October 15, 2012

Horse 1379 - The Peace SIgn... Upside-Down?



Over the years, I've heard all sorts of explanations about where this sign came from but none of them seemed to hold much basis in fact.
There is the suggestion that it is an anti-capitalist sign; being a corruption of the Mercedes-Benz three pointed star which has been cut down the middle. I couldn't really find much of an actual historical basis for this though.

There was also the theory that the thing in the middle is supposed to be a broken cross with the arms in a fallen position and that it is not just an peace symbol but an anti-Christian symbol. This works nicely with the rise of the hippie movement of the late 1960s and the rejection of all authority including the church but it still doesn't really explain why it was seen in the late 1950s, some ten years beforehand.

I found the reason for the peace symbol in an unexpected place. I was in the middle of writing another piece to do with the upcoming fiftieth anniversary of the Cuban Missile Crisis and who should pop up in the notes I was reading but Gerald Holtom.
Gerald Holtom was a prominent player in the Campaign for Nuclear Disarmament. This is important. If we look at the semaphore signals for N and D, N is a flag straight up and one straight down and D are the two flags held at the quarter marks below horizontal with straight arms. In other words, the peace symbol is actually the semaphore for ND or Nuclear Disarmament.
A ceramics manufacturer Eric Austen made the very first peace sign, or rather the first badge for Nuclear Disarmament in 1958 in from Gerald Holtom's original design. In some ways the sign is supposed to be reminiscent of an individual in despair. We have to remember that in 1958, the threat of nuclear weapons being used loomed large.

Setting this aside by way of background and this sign which is the peace sign upside-down can be taken in a number of ways from an anti-peace sign, to something else subversive, to something as simple as that it was done by some vandal.
I'd like to re-appropriate this sign and suggest that this looks like something else.
If this looks like a person with their arms held aloft in the air, then this can be taken to mean someone with a lot of joy. It could also mean someone with their hands held up, ready to serve, provide assistance or in worship.
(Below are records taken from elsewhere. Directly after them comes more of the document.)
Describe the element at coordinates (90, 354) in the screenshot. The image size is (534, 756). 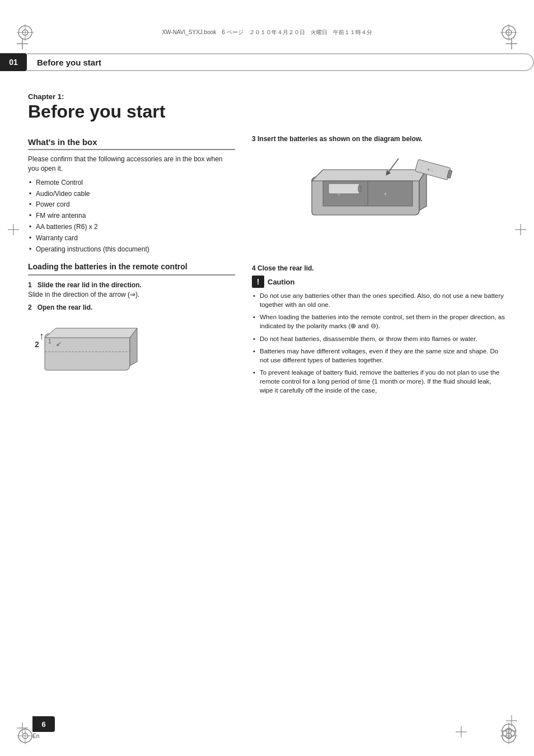
I see `remote-svg: 2 ↑ ↙ 1` at that location. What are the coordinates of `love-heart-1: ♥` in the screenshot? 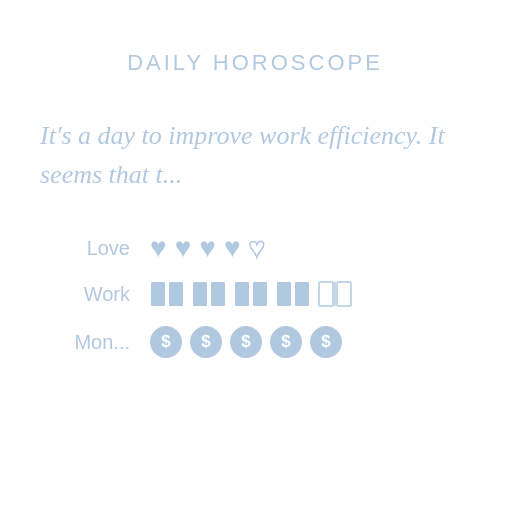 It's located at (158, 248).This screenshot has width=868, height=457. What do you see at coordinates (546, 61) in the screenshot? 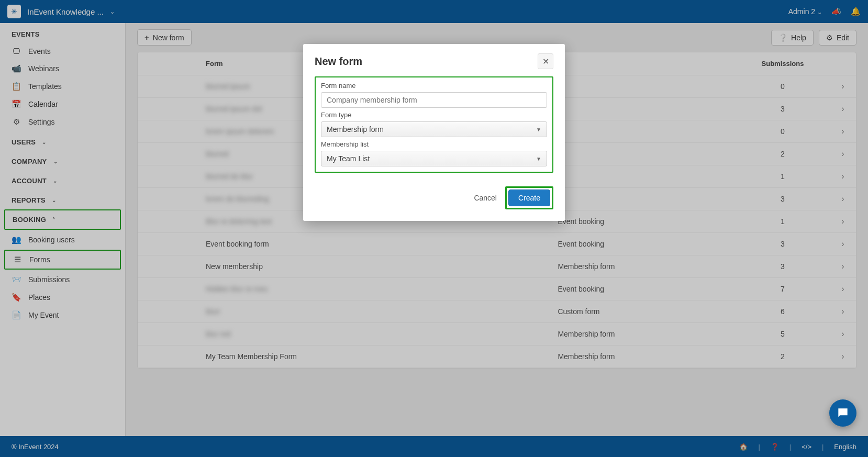
I see `close-button: ✕` at bounding box center [546, 61]. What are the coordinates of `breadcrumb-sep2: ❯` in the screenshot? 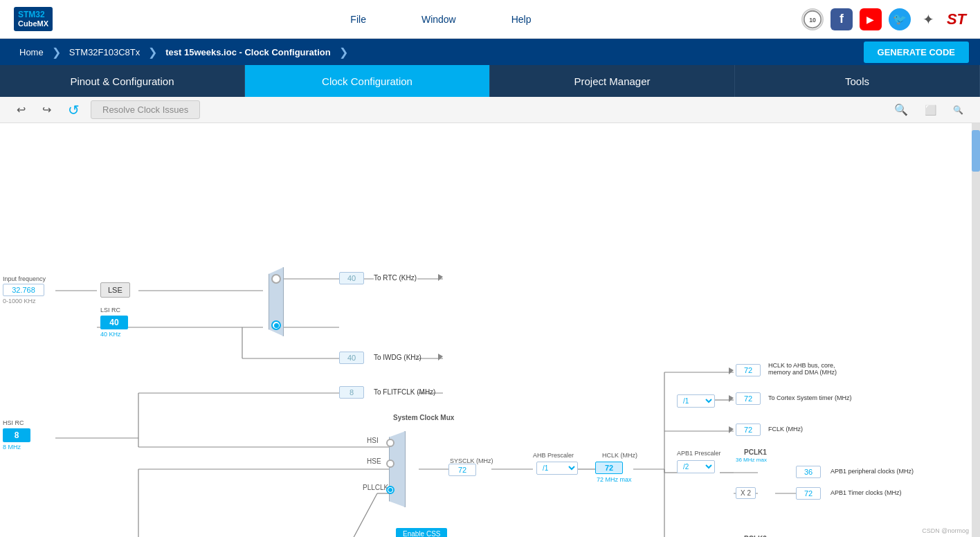 It's located at (152, 53).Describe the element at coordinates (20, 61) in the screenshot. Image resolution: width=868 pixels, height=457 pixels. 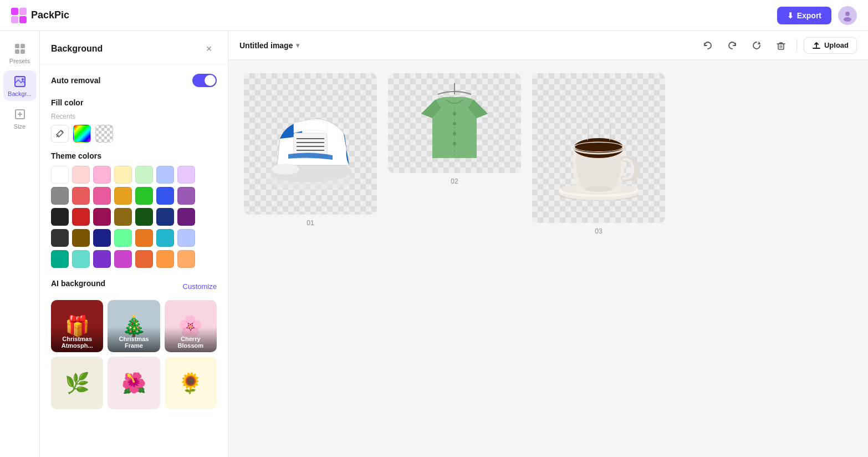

If the peace symbol is supposed to be originally the symbol of the Campaign for Nuclear Disarmament, then it has sort of failed. The USSR may have dissolved more than 20 years ago, but the United States, the UK, France, China, Russia, the Ukraine, India, Pakistan and Israel are all confirmed as having nuclear weapons and Iran if it doesn't have them, probably wants them.
The world was in short supply of joy, service, worship and hope in 1958 and perhaps as the threat of nuclear weapons again rears its head, we need to be reminded of these things. If there is still a severe shortage of those things in the world, we should take this as a pithy reminder to start spreading, doing and producing those things.